New England sunlight spilled through the crooked slats of the blinds and the smudged glass of the window, making irregular shadows on the green carpet. Three empty cans of Barq's cream soda rested undisturbed in an open pizza box, next to a lone, cold slice of Pepperoni Lover's pizza. The cans, crinkled a bit, reflected the sunlight onto the dingy gray wall in two intense spots.
The stillness in the cramped living room was disrupted by the movement of a thin, bare foot--which pushed itself up and out from under the brown flannel blanket that covered what had seemed to be a heap of clothes in one corner. A loud, throaty yawn followed, and then a face appeared from beneath the blanket--gray eyes blinking in the bright light of morning.
"Greels?" The voice was slightly muffled, but familiar, and Michael knew it came from behind the bathroom door. He groaned.
"Greels!"
"Wha--what? What is it?"
"Can I come in there? What are you doing?"
Michael rolled himself into a sitting position and pushed a few strands of stringy brown hair out of his eyes. He looked at the clock. Eleven. He looked at the bathroom door. Suzy. "Yeah. Come on in, Suzy."
The gray door began to open--at first slowly, then more forcefully--until he could discern her familiar shape standing in the doorway, slight and black against the light that poured in through the bathroom window. The window with the fire escape. Michael couldn't remember how many times he'd damned that fire escape. Too many.
Suzy remained in the doorway, squinting around the room. "You haven't cleaned up yet."
"No, Suzy."
"Oh." There was a pause. "Well...are you ready?" She walked forward a few steps until she stood on the green carpet, hugging herself as if she were cold, her head darting this way and that as she studied the room.
"Ready," Michael did not even attempt to conceal his annoyance, "for what?" She looked at him, an expression of innocent surprise on her face.
"You promised to take me! You can't mean you've forgotten. Last night? By the lilac bush?"
"The lilac bush?" Michael crawled onto the couch, dragging the blanket with him. "Last night?" Suzy's arms dropped to her hips and her pretty head fell to one side. Anger flashed in her eyes.
"I knew you'd forget."
"Yeah." But it wasn't that he'd forgotten where he'd promised to take her. As far as he knew, he'd never promised her anything at all. It was that he'd forgotten what a lilac bush was. "Is that the one with the bunchy flowers?"
Suzy wasn't having any. This was evident in the fact that she walked past him to the window and stood there, her back to him, staring at the dusty blinds.
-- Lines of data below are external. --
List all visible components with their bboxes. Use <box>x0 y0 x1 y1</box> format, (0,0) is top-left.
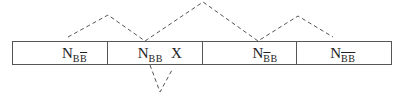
upper-dashed-line <box>68 2 333 41</box>
cell-3-label: NBB <box>253 45 278 67</box>
cell-2-main: N <box>138 45 149 61</box>
cell-3-sub-a: B <box>263 53 270 64</box>
cell-1-main: N <box>62 45 73 61</box>
cell-4-label: NBB <box>330 45 355 67</box>
cell-3-sub-b: B <box>271 53 278 64</box>
linkage-diagram: NBB NBBX NBB NBB <box>0 0 401 100</box>
cell-1-sub: BB <box>73 53 87 64</box>
cell-1-sub-a: B <box>73 53 80 64</box>
cell-row: NBB NBBX NBB NBB <box>12 41 392 65</box>
cell-3-sub: BB <box>263 53 277 64</box>
cell-4-sub: BB <box>341 53 355 64</box>
cell-3: NBB <box>203 42 298 64</box>
cell-2-label: NBBX <box>138 45 182 67</box>
cell-4-main: N <box>330 45 341 61</box>
cell-1-label: NBB <box>62 45 87 67</box>
cell-2-suffix: X <box>171 45 182 61</box>
cell-1: NBB <box>13 42 108 64</box>
cell-2-sub: BB <box>149 53 163 64</box>
cell-1-sub-b: B <box>80 53 87 64</box>
cell-3-main: N <box>253 45 264 61</box>
lower-dashed-v <box>150 65 172 92</box>
cell-2: NBBX <box>108 42 203 64</box>
cell-4: NBB <box>297 42 391 64</box>
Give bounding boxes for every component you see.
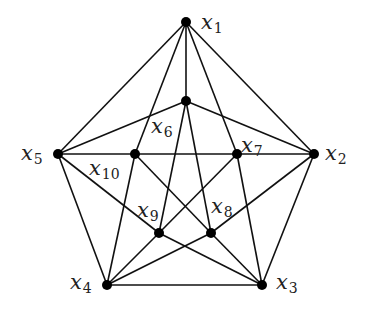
label-base: x (70, 270, 82, 294)
label-base: x (89, 156, 101, 180)
label-subscript: 8 (224, 204, 233, 220)
node-x9 (154, 228, 164, 238)
label-subscript: 9 (150, 208, 159, 224)
label-subscript: 5 (34, 151, 43, 167)
node-x6 (181, 96, 191, 106)
node-x3 (257, 280, 267, 290)
label-subscript: 4 (83, 280, 92, 296)
label-base: x (201, 10, 213, 34)
node-label-x7: x7 (241, 135, 263, 158)
node-label-x3: x3 (276, 272, 298, 295)
label-base: x (211, 194, 223, 218)
node-label-x2: x2 (325, 143, 347, 166)
node-label-x10: x10 (89, 158, 120, 181)
label-subscript: 6 (164, 124, 173, 140)
node-label-x4: x4 (70, 272, 92, 295)
edge-x9-x3 (159, 233, 262, 285)
node-label-x6: x6 (151, 116, 173, 139)
graph-canvas (0, 0, 368, 311)
label-subscript: 2 (338, 151, 347, 167)
node-x10 (130, 149, 140, 159)
node-x1 (181, 17, 191, 27)
label-subscript: 1 (214, 20, 223, 36)
label-subscript: 10 (102, 166, 120, 182)
node-x2 (309, 149, 319, 159)
node-label-x8: x8 (211, 196, 233, 219)
node-label-x5: x5 (21, 143, 43, 166)
label-base: x (151, 114, 163, 138)
label-base: x (276, 270, 288, 294)
node-label-x1: x1 (201, 12, 223, 35)
label-base: x (21, 141, 33, 165)
edge-x9-x4 (107, 233, 159, 285)
graph-diagram: x1x2x3x4x5x6x7x8x9x10 (0, 0, 368, 311)
node-x4 (102, 280, 112, 290)
edge-x1-x7 (186, 22, 237, 154)
label-base: x (325, 141, 337, 165)
edge-x8-x4 (107, 233, 211, 285)
edge-x6-x8 (186, 101, 211, 233)
label-base: x (137, 198, 149, 222)
edge-x7-x3 (237, 154, 262, 285)
node-x8 (206, 228, 216, 238)
edges-group (58, 22, 314, 285)
label-subscript: 7 (254, 143, 263, 159)
node-x5 (53, 149, 63, 159)
label-base: x (241, 133, 253, 157)
node-label-x9: x9 (137, 200, 159, 223)
label-subscript: 3 (289, 280, 298, 296)
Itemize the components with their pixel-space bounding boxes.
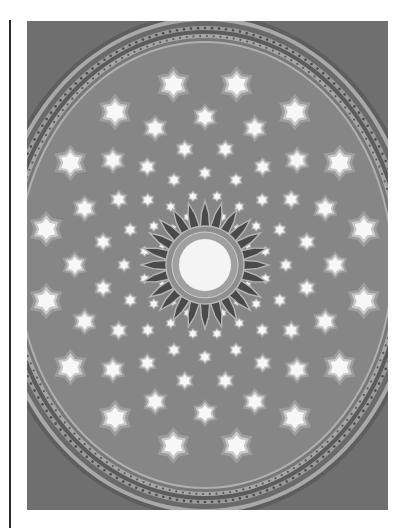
dome-illustration <box>27 21 388 510</box>
left-margin-rule <box>9 20 11 528</box>
dome-photograph <box>27 21 388 510</box>
central-rosette <box>141 201 269 329</box>
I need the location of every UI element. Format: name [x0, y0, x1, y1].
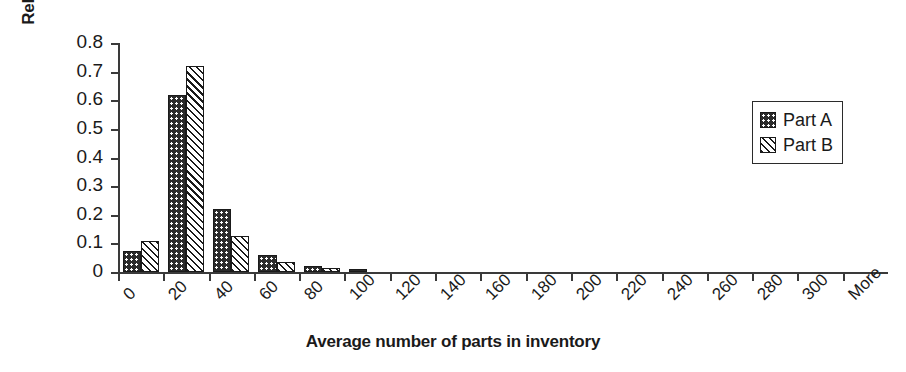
- y-axis-tick-label: 0.4: [43, 146, 103, 168]
- legend-swatch-part-a-icon: [760, 112, 776, 128]
- bar: [168, 95, 186, 272]
- x-axis-tick-label: 280: [754, 271, 787, 304]
- bar: [277, 262, 295, 272]
- x-axis-tick-label: 20: [165, 278, 191, 304]
- x-axis-tick-label: 40: [211, 278, 237, 304]
- x-axis-tick-label: 260: [709, 271, 742, 304]
- x-axis-tick: [254, 272, 256, 281]
- bar: [349, 269, 367, 272]
- x-axis-tick-label: 180: [528, 271, 561, 304]
- x-axis-tick: [435, 272, 437, 281]
- x-axis-tick: [526, 272, 528, 281]
- y-axis-tick: 0.4: [111, 158, 120, 160]
- x-axis-tick: [299, 272, 301, 281]
- y-axis-tick-label: 0: [43, 260, 103, 282]
- chart-legend: Part A Part B: [752, 101, 843, 164]
- bar: [304, 266, 322, 272]
- x-axis-tick: [209, 272, 211, 281]
- y-axis-tick: 0.2: [111, 215, 120, 217]
- x-axis-tick: [662, 272, 664, 281]
- y-axis-tick: 0.6: [111, 100, 120, 102]
- x-axis-tick: [390, 272, 392, 281]
- y-axis-tick: 0.7: [111, 72, 120, 74]
- bar: [213, 209, 231, 272]
- x-axis-tick-label: 220: [618, 271, 651, 304]
- y-axis-tick-label: 0.3: [43, 174, 103, 196]
- x-axis-tick-label: 200: [573, 271, 606, 304]
- x-axis-title: Average number of parts in inventory: [0, 332, 906, 352]
- x-axis-tick: [571, 272, 573, 281]
- x-axis-tick: [752, 272, 754, 281]
- y-axis-tick-label: 0.7: [43, 60, 103, 82]
- legend-item-part-a: Part A: [760, 107, 833, 132]
- x-axis-tick-label: 0: [120, 284, 139, 303]
- x-axis-tick-label: 120: [392, 271, 425, 304]
- x-axis-tick: [616, 272, 618, 281]
- chart-figure: Relative frequency 00.10.20.30.40.50.60.…: [0, 0, 906, 372]
- legend-label-part-a: Part A: [783, 110, 832, 130]
- y-axis-title: Relative frequency: [16, 0, 42, 66]
- legend-item-part-b: Part B: [760, 132, 833, 157]
- x-axis-tick-label: 240: [664, 271, 697, 304]
- x-axis-tick-label: 160: [482, 271, 515, 304]
- x-axis-tick: [118, 272, 120, 281]
- y-axis-tick: 0.1: [111, 243, 120, 245]
- x-axis-tick-label: 140: [437, 271, 470, 304]
- x-axis-tick: [707, 272, 709, 281]
- y-axis-tick: 0.8: [111, 43, 120, 45]
- x-axis-tick-label: 100: [346, 271, 379, 304]
- x-axis-tick-label: 300: [799, 271, 832, 304]
- x-axis-tick: [797, 272, 799, 281]
- x-axis-tick: [163, 272, 165, 281]
- y-axis-tick-label: 0.6: [43, 88, 103, 110]
- x-axis-tick-label: 60: [256, 278, 282, 304]
- bar: [231, 236, 249, 272]
- x-axis-tick-label: More: [845, 264, 885, 304]
- y-axis-tick-label: 0.8: [43, 31, 103, 53]
- bar: [141, 241, 159, 272]
- bar: [186, 66, 204, 272]
- bar: [322, 268, 340, 272]
- y-axis-tick-label: 0.5: [43, 117, 103, 139]
- y-axis-tick-label: 0.1: [43, 231, 103, 253]
- x-axis-tick: [480, 272, 482, 281]
- bar: [123, 251, 141, 272]
- bar: [258, 255, 276, 272]
- legend-label-part-b: Part B: [783, 135, 833, 155]
- x-axis-tick: [344, 272, 346, 281]
- y-axis-tick: 0.3: [111, 186, 120, 188]
- y-axis-tick: 0.5: [111, 129, 120, 131]
- x-axis-tick-label: 80: [301, 278, 327, 304]
- legend-swatch-part-b-icon: [760, 137, 776, 153]
- x-axis-tick: [843, 272, 845, 281]
- y-axis-tick-label: 0.2: [43, 203, 103, 225]
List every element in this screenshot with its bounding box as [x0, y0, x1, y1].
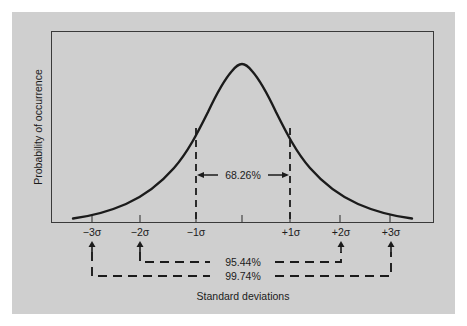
bell-curve-path — [73, 64, 412, 219]
plot-frame — [52, 32, 434, 223]
one-sigma-percent-label: 68.26% — [225, 169, 261, 181]
tick-label-minus-2-sigma: −2σ — [131, 226, 150, 238]
normal-distribution-chart: 68.26% −3σ −2σ −1σ +1σ +2σ +3σ 95.44% — [0, 0, 467, 326]
tick-label-plus-2-sigma: +2σ — [332, 226, 351, 238]
tick-label-minus-3-sigma: −3σ — [83, 226, 102, 238]
x-axis-ticks — [92, 213, 390, 222]
two-sigma-percent-label: 95.44% — [225, 256, 261, 268]
interval-up-arrows — [89, 241, 395, 247]
tick-label-plus-1-sigma: +1σ — [282, 226, 301, 238]
figure-root: 68.26% −3σ −2σ −1σ +1σ +2σ +3σ 95.44% — [0, 0, 467, 326]
tick-label-plus-3-sigma: +3σ — [382, 226, 401, 238]
x-axis-title: Standard deviations — [197, 290, 290, 302]
three-sigma-percent-label: 99.74% — [225, 270, 261, 282]
tick-label-minus-1-sigma: −1σ — [187, 226, 206, 238]
y-axis-title: Probability of occurrence — [32, 69, 44, 185]
interval-arrow-stems — [92, 245, 391, 252]
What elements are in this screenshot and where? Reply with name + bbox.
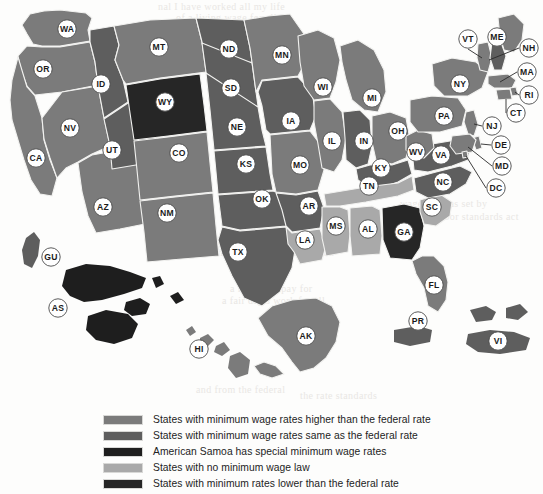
- state-label-ak[interactable]: AK: [297, 327, 315, 345]
- state-label-nm[interactable]: NM: [158, 204, 176, 222]
- state-label-gu[interactable]: GU: [42, 248, 60, 266]
- state-label-mt[interactable]: MT: [150, 38, 168, 56]
- state-label-nc[interactable]: NC: [434, 173, 452, 191]
- state-label-text: PA: [438, 111, 450, 121]
- state-label-text: KY: [375, 163, 387, 173]
- state-label-dc[interactable]: DC: [487, 179, 505, 197]
- state-label-co[interactable]: CO: [170, 144, 188, 162]
- state-wa[interactable]: [22, 10, 92, 46]
- state-label-ri[interactable]: RI: [520, 86, 538, 104]
- state-label-as[interactable]: AS: [49, 299, 67, 317]
- state-label-text: IA: [287, 116, 296, 126]
- state-or[interactable]: [18, 42, 98, 95]
- state-label-wy[interactable]: WY: [156, 93, 174, 111]
- state-label-text: WA: [60, 24, 74, 34]
- state-label-text: IN: [360, 136, 369, 146]
- state-gu[interactable]: [22, 232, 40, 268]
- state-label-va[interactable]: VA: [432, 146, 450, 164]
- state-label-text: GA: [397, 227, 410, 237]
- state-label-or[interactable]: OR: [34, 60, 52, 78]
- state-nj[interactable]: [464, 110, 478, 136]
- state-label-mo[interactable]: MO: [291, 156, 309, 174]
- state-label-vi[interactable]: VI: [489, 332, 507, 350]
- state-label-text: MT: [153, 42, 166, 52]
- state-label-al[interactable]: AL: [359, 220, 377, 238]
- state-label-mi[interactable]: MI: [363, 89, 381, 107]
- state-label-text: NH: [523, 43, 536, 53]
- state-label-nh[interactable]: NH: [520, 39, 538, 57]
- state-label-text: OK: [255, 194, 269, 204]
- state-label-me[interactable]: ME: [488, 28, 506, 46]
- state-label-ny[interactable]: NY: [451, 75, 469, 93]
- state-label-text: AZ: [97, 202, 109, 212]
- state-label-ut[interactable]: UT: [103, 141, 121, 159]
- legend-item: American Samoa has special minimum wage …: [103, 444, 463, 460]
- state-label-ok[interactable]: OK: [253, 190, 271, 208]
- state-label-text: MO: [293, 160, 307, 170]
- state-label-text: MA: [520, 67, 534, 77]
- state-label-vt[interactable]: VT: [459, 30, 477, 48]
- state-label-ky[interactable]: KY: [372, 159, 390, 177]
- legend-item: States with no minimum wage law: [103, 460, 463, 476]
- us-choropleth-map: WAORCANVAZIDUTMTWYCONMNDSDNEKSOKTXMNIAMO…: [0, 0, 543, 400]
- state-label-ga[interactable]: GA: [395, 223, 413, 241]
- legend-label: States with no minimum wage law: [153, 460, 310, 476]
- state-label-il[interactable]: IL: [323, 132, 341, 150]
- state-label-nd[interactable]: ND: [220, 40, 238, 58]
- state-label-text: CA: [30, 153, 43, 163]
- state-label-tx[interactable]: TX: [229, 243, 247, 261]
- state-label-sd[interactable]: SD: [222, 79, 240, 97]
- state-label-wv[interactable]: WV: [407, 143, 425, 161]
- state-co[interactable]: [134, 132, 213, 200]
- state-nm[interactable]: [140, 193, 219, 262]
- state-label-wi[interactable]: WI: [314, 78, 332, 96]
- state-label-text: SC: [426, 202, 438, 212]
- state-label-text: ID: [97, 79, 106, 89]
- state-label-mn[interactable]: MN: [273, 46, 291, 64]
- state-label-text: ND: [223, 44, 236, 54]
- state-label-text: NM: [160, 208, 174, 218]
- state-label-pa[interactable]: PA: [435, 107, 453, 125]
- state-label-ne[interactable]: NE: [228, 118, 246, 136]
- state-label-text: RI: [525, 90, 534, 100]
- state-label-pr[interactable]: PR: [409, 312, 427, 330]
- state-label-de[interactable]: DE: [492, 136, 510, 154]
- state-label-az[interactable]: AZ: [94, 198, 112, 216]
- state-label-ar[interactable]: AR: [300, 197, 318, 215]
- state-label-fl[interactable]: FL: [425, 276, 443, 294]
- state-label-ms[interactable]: MS: [327, 217, 345, 235]
- state-label-ca[interactable]: CA: [27, 149, 45, 167]
- legend-label: States with minimum wage rates higher th…: [153, 412, 431, 428]
- state-label-ks[interactable]: KS: [237, 155, 255, 173]
- state-label-ct[interactable]: CT: [507, 104, 525, 122]
- state-label-ma[interactable]: MA: [518, 63, 536, 81]
- state-label-ia[interactable]: IA: [282, 112, 300, 130]
- state-label-hi[interactable]: HI: [190, 340, 208, 358]
- state-label-nv[interactable]: NV: [61, 119, 79, 137]
- state-label-id[interactable]: ID: [92, 75, 110, 93]
- state-label-text: SD: [225, 83, 237, 93]
- state-label-la[interactable]: LA: [296, 231, 314, 249]
- state-label-text: AL: [362, 224, 374, 234]
- state-label-tn[interactable]: TN: [360, 177, 378, 195]
- state-label-text: IL: [328, 136, 336, 146]
- state-ct[interactable]: [496, 89, 512, 100]
- state-label-text: NJ: [486, 121, 497, 131]
- state-label-wa[interactable]: WA: [58, 20, 76, 38]
- state-md[interactable]: [450, 134, 476, 154]
- state-label-text: VA: [435, 150, 447, 160]
- state-label-md[interactable]: MD: [493, 157, 511, 175]
- state-label-nj[interactable]: NJ: [483, 117, 501, 135]
- state-label-text: LA: [299, 235, 311, 245]
- state-label-text: NY: [454, 79, 466, 89]
- legend-label: American Samoa has special minimum wage …: [153, 444, 386, 460]
- state-label-text: CO: [172, 148, 185, 158]
- state-tx[interactable]: [218, 227, 296, 306]
- state-label-text: NE: [231, 122, 243, 132]
- state-label-in[interactable]: IN: [355, 132, 373, 150]
- state-label-text: ME: [490, 32, 503, 42]
- state-as[interactable]: [62, 264, 184, 344]
- state-label-sc[interactable]: SC: [423, 198, 441, 216]
- state-label-text: TN: [363, 181, 375, 191]
- state-label-oh[interactable]: OH: [389, 122, 407, 140]
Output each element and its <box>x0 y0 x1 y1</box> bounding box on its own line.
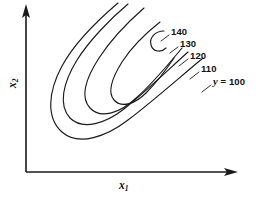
x-axis-label: x1 <box>119 180 129 192</box>
axes-group <box>22 4 238 176</box>
x-axis-label-text: x <box>119 179 125 191</box>
contour-curve-140 <box>151 31 166 51</box>
contour-label-120: 120 <box>190 51 206 61</box>
y-axis-label: x2 <box>7 79 19 89</box>
contour-plot-figure: 140 130 120 110 y = 100 x2 x1 <box>0 0 271 199</box>
leader-line-140 <box>161 35 169 41</box>
contour-label-110: 110 <box>201 64 217 74</box>
leader-line-110 <box>190 72 199 79</box>
y-axis-label-text: x <box>6 82 18 88</box>
contour-label-100: y = 100 <box>213 77 245 88</box>
contour-curve-120 <box>85 8 182 114</box>
y-axis-label-subscript: 2 <box>11 79 20 83</box>
contour-label-140: 140 <box>171 27 187 37</box>
leader-line-100 <box>202 85 211 92</box>
leader-line-130 <box>170 47 178 53</box>
x-axis-label-subscript: 1 <box>125 184 129 193</box>
contour-label-100-value: = 100 <box>218 76 245 87</box>
contour-plot-canvas <box>0 0 271 199</box>
leader-line-120 <box>179 59 188 66</box>
contour-label-130: 130 <box>180 39 196 49</box>
contour-curves-group <box>51 3 203 139</box>
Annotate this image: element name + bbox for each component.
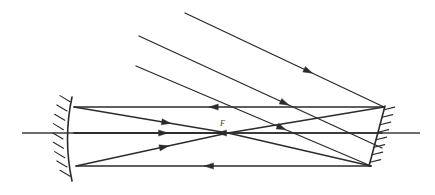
plane-mirror [369,106,385,166]
incoming-ray-2-line [139,36,382,148]
mirror-layer [53,96,395,181]
return-ray-bottom-arrowhead [204,163,214,169]
concave-mirror-hatch [60,96,70,102]
plane-mirror-hatch [378,130,389,133]
plane-mirror-hatch [376,137,387,140]
incoming-ray-1-line [185,13,384,107]
concave-mirror-hatch [57,105,67,111]
focal-point-label: F [220,119,225,128]
crossing-ray-lower [228,133,371,166]
incoming-ray-1 [185,13,384,107]
concave-mirror [68,97,73,181]
plane-mirror-hatch [372,152,383,155]
concave-mirror-hatch [53,124,63,130]
incoming-ray-3-line [136,66,371,166]
concave-mirror-hatch [60,170,70,176]
converging-ray-bottom [76,133,228,166]
concave-mirror-hatch [57,161,67,167]
concave-mirror-hatch [53,133,63,139]
converging-ray-top [74,107,228,133]
optics-ray-diagram: F [0,0,435,195]
incoming-ray-1-arrowhead [303,66,313,73]
converging-ray-top-line [74,107,228,133]
return-ray-top-arrowhead [209,104,219,110]
concave-mirror-hatch [55,114,65,120]
return-ray-top [74,104,384,110]
converging-ray-top-arrowhead [161,119,171,125]
plane-mirror-hatch [384,107,395,110]
incoming-ray-2-arrowhead [279,98,289,105]
plane-mirror-hatch [382,115,393,118]
incoming-ray-3 [136,66,371,166]
plane-mirror-hatch [370,160,381,163]
diagram-canvas [0,0,435,195]
incoming-ray-2 [139,36,382,148]
converging-ray-middle [74,130,228,136]
return-ray-bottom [76,163,371,169]
concave-mirror-hatch [53,142,63,148]
plane-mirror-hatch [380,122,391,125]
converging-ray-bottom-line [76,133,228,166]
crossing-ray-upper [228,107,384,133]
converging-ray-bottom-arrowhead [159,145,169,151]
ray-layer [74,13,384,169]
concave-mirror-hatch [55,152,65,158]
crossing-ray-upper-line [228,107,384,133]
crossing-ray-lower-line [228,133,371,166]
converging-ray-middle-arrowhead [159,130,169,136]
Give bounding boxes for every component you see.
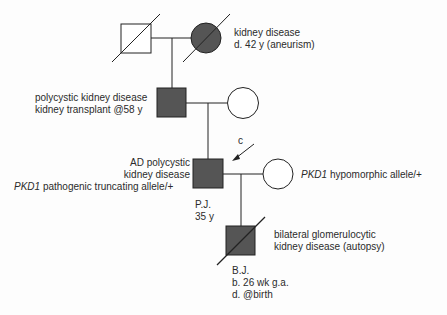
label-line: polycystic kidney disease [35, 92, 147, 104]
genotype-text: pathogenic truncating allele/+ [40, 181, 173, 192]
birth-detail: b. 26 wk g.a. [232, 277, 289, 289]
death-detail: d. @birth [232, 289, 289, 301]
individual-name: P.J. [195, 199, 214, 211]
label-line: kidney disease [234, 27, 315, 39]
genotype-text: hypomorphic allele/+ [327, 169, 422, 180]
pedigree-diagram: kidney disease d. 42 y (aneurism) polycy… [0, 0, 447, 315]
label-line: d. 42 y (aneurism) [234, 39, 315, 51]
gene-name: PKD1 [301, 169, 327, 180]
individual-II-1-male-symbol [157, 88, 186, 117]
individual-II-2-female-symbol [228, 88, 259, 119]
individual-name: B.J. [232, 265, 289, 277]
individual-III-1-male-symbol [193, 159, 223, 188]
label-line: kidney disease [124, 169, 190, 181]
individual-I-2-labels: kidney disease d. 42 y (aneurism) [234, 27, 315, 51]
individual-II-1-labels: polycystic kidney disease kidney transpl… [35, 92, 147, 116]
individual-III-2-female-symbol [263, 159, 293, 189]
gene-name: PKD1 [14, 181, 40, 192]
individual-III-1-labels: AD polycystic kidney disease [124, 157, 190, 181]
label-line: AD polycystic [124, 157, 190, 169]
individual-IV-1-id: B.J. b. 26 wk g.a. d. @birth [232, 265, 289, 301]
label-line: kidney transplant @58 y [35, 104, 147, 116]
individual-III-1-id: P.J. 35 y [195, 199, 214, 223]
individual-age: 35 y [195, 211, 214, 223]
individual-IV-1-labels: bilateral glomerulocytic kidney disease … [274, 229, 385, 253]
label-line: kidney disease (autopsy) [274, 241, 385, 253]
individual-III-2-genotype: PKD1 hypomorphic allele/+ [301, 169, 422, 181]
pedigree-lines [0, 0, 447, 315]
proband-arrow-icon [232, 144, 254, 161]
proband-marker: c [238, 135, 243, 147]
individual-III-1-genotype: PKD1 pathogenic truncating allele/+ [14, 181, 173, 193]
label-line: bilateral glomerulocytic [274, 229, 385, 241]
Silently. When Suzy was silent, she was raging inside. This Michael was aware of--despite the fact that he had met her only last week. He decided to drop the bunchy flower issue and go straight for the throat.
"I never promised you anything, Suzy."
Silence.
"What are you doing here, anyway? It's only eleven o'clock. Can't a guy get any sleep without people climbing through his windows?"
Suzy kept her back to him. "I came up the fire escape."
"I know." And he did, too. She always came up the fire escape. He had a front door--a perfectly good one. But she always came through that confounded window with the broken latch by way of that confounded fire escape outside his bathroom window. He had often wondered what kind of an idiot would build a fire escape outside a bathroom. A bathroom!
"Greels--"
"It's Michael."
"Your friends call you Greels--"
"You're not my--", there was a pause as Michael exhaled, "Just call me Michael, okay?"
Suzy whirled around and fixed him with a stare that might have fried an egg. "I hate you Michael Greeley! Who do you think you are? Some kind of a god? Sitting here in your apartment as if you hadn't a care in the world! When people make promises, they--", she looked confused, and her lower lip began to tremble, "When you make a promise, you--you--"
Michael watched as she burst into tears and ran for the bathroom, then listened as the window slid open and crashed back down, as the fire escape clanged and rattled under the light weight of her descent. There was no reason why he should have felt guilty about her crying. He knew he hadn't promised her anything--at least not intentionally. She had been reading things into his words since the day he had met her. So he really couldn't understand why he felt that his day had been ruined, and why his morning slice of leftover pizza just didn't taste as good as usual.